An early promotional poster from 2014 by Jay Shaw.
Ben Wheatley’s film of the novel by JG Ballard approaches. As is my custom, I’ve been avoiding the trailers of this and any other film of interest but the posters are increasingly impressive. Ben Wheatley and fellow Brit filmmaker Peter Strickland (whose The Duke of Burgundy was produced by Wheatley’s Rook Films) have distinguished themselves not only by the quality of their films but also by caring about the designs used to advertise their work. Last month I linked to a story about the dire state of the US poster world where design-by-committee is the order of the day. The designs for Wheatley’s films have been a welcome riposte to this trend. Can the film live up to its posters? Find out in March.
The first poster shows the doomed jeweller heading earthwards for his rendezvous with a parked car. Easy to imagine this design giving a Hollywood marketing committee the vapours.
And poster 2 is the view from the car park. A design that Ballard would have loved given the way his prose picks out automotive details such as “chromium trim”.
Poster 3 is deliciously architectural, and augurs the best of the bunch…
Poster 4 is catnip for Kubrickians, 70s obsessives or simply those who appreciate good design. Wheatley’s film is set in the 1970s so a nod to the Bill Gold/Philip Castle poster for A Clockwork Orange is fitting, as well as being a superb way to arrange the main characters. I don’t recall Ballard saying anything favourable about Kubrick’s film (he didn’t like 2001: A Space Odyssey) but Anthony Burgess enjoyed Ballard’s work, and in 1984 put The Unlimited Dream Company (1979) into his Ninety-Nine Novels: The Best in English since 1939.
I’ve not seen a design credit for any of these recent posters so if anyone has the details please leave a comment.
Previously on { feuilleton }
• Saragossa Manuscript posters
• Parajanov posters
• The poster art of Akiko Stehrenberger
• La Belle et la Bête posters
• Dr Mabuse posters
• The poster art of Frank McCarthy
• Repulsion posters
• The poster art of Vic Fair
• Petulia film posters
• Lucifer Rising posters
• Wild Salomés
• Druillet’s vampires
• Bob Peak revisited
• Alice in Acidland
• Salomé posters
• Polish posters: Freedom on the Fence
• Kaleidoscope: the switched-on thriller
• The Robing of The Birds
• Franciszek Starowieyski, 1930–2009
• Dallamano’s Dorian Gray
• Czech film posters
• The poster art of Richard Amsel
• Bollywood posters
• Lussuria, Invidia, Superbia
• The poster art of Bob Peak
• A premonition of Premonition
• Metropolis posters
• Film noir posters
The Jay Shaw poster up top looks like one of the covers by David Pelham for the 70’s penguin editions
Poster 3 reminds me of the set design for the alien architecture in “Forbidden Planet”.
Poster 4 makes handsome actors into even better art objects. The preferr’d brand of catnip!
Modzilla: Yeah, I think that’s what Jay Shaw had in mind. Many of his posters for other films are pastiches of various styles.
chazza: I’m happy to see any Krell influence manifesting elsewhere.
The posters (barring the Jay Shaw one at the top which was printed as a promotional piece for distributors I believe) are by Empire Design.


* EXERCISE INSTRUCTIONS:
Taking the line containing "Compute the bounding box for human face." as the first and the last line of the entries as the end, reproduce every line between them exactly, including both.

* INPUT DATA:
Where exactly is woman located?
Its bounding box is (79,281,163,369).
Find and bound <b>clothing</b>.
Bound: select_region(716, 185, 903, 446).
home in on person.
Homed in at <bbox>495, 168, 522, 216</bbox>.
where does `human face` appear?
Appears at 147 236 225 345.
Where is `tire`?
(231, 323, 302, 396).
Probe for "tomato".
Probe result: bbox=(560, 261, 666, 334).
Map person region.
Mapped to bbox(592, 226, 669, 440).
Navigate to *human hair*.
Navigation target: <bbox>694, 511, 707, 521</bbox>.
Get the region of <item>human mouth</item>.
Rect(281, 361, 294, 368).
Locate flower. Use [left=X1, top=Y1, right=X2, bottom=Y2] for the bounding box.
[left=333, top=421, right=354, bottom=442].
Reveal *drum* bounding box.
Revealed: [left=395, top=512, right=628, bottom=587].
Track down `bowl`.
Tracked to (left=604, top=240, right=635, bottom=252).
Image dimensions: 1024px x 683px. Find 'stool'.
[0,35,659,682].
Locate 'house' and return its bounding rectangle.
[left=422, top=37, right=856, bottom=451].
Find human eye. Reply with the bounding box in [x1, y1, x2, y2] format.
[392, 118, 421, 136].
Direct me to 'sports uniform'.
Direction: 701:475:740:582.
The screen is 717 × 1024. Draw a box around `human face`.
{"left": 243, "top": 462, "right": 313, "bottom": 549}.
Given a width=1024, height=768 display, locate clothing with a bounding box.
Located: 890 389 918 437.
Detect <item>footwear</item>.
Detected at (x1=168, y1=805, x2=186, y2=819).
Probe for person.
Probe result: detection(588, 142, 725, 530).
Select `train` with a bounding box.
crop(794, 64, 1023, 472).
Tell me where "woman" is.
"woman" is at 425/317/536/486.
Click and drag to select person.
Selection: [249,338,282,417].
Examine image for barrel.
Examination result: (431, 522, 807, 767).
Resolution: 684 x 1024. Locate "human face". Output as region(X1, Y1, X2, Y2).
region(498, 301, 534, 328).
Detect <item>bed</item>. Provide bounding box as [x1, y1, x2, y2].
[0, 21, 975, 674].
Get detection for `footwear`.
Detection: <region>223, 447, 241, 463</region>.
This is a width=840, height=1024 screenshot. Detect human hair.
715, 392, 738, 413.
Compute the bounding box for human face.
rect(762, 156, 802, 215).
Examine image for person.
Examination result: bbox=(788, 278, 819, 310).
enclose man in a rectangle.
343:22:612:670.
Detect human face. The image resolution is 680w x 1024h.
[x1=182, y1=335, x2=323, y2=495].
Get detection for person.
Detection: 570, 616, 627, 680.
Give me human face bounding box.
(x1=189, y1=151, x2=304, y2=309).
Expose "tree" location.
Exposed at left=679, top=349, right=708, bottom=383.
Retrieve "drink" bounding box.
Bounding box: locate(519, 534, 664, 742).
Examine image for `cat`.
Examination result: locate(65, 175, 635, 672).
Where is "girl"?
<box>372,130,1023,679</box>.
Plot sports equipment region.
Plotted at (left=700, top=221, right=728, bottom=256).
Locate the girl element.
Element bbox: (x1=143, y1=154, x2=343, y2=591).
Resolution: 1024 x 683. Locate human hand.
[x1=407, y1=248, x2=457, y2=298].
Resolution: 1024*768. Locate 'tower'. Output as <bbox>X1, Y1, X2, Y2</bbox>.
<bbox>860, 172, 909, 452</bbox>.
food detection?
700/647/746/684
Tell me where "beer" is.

* REPLY:
Compute the bounding box for human face.
rect(762, 156, 802, 215).
Examine image for person.
Examination result: bbox=(788, 278, 819, 310).
enclose man in a rectangle.
343:22:612:670.
Detect human face. The image resolution is 680w x 1024h.
[x1=182, y1=335, x2=323, y2=495].
Get detection for person.
Detection: 570, 616, 627, 680.
Give me human face bounding box.
(x1=189, y1=151, x2=304, y2=309).
Expose "tree" location.
Exposed at left=679, top=349, right=708, bottom=383.
Retrieve "drink" bounding box.
Bounding box: locate(519, 534, 664, 742).
Examine image for `cat`.
Examination result: locate(65, 175, 635, 672).
Where is "girl"?
<box>372,130,1023,679</box>.
Plot sports equipment region.
Plotted at (left=700, top=221, right=728, bottom=256).
Locate the girl element.
Element bbox: (x1=143, y1=154, x2=343, y2=591).
Resolution: 1024 x 683. Locate human hand.
[x1=407, y1=248, x2=457, y2=298].
Resolution: 1024*768. Locate 'tower'. Output as <bbox>X1, Y1, X2, Y2</bbox>.
<bbox>860, 172, 909, 452</bbox>.
food detection?
700/647/746/684
Tell me where "beer" is.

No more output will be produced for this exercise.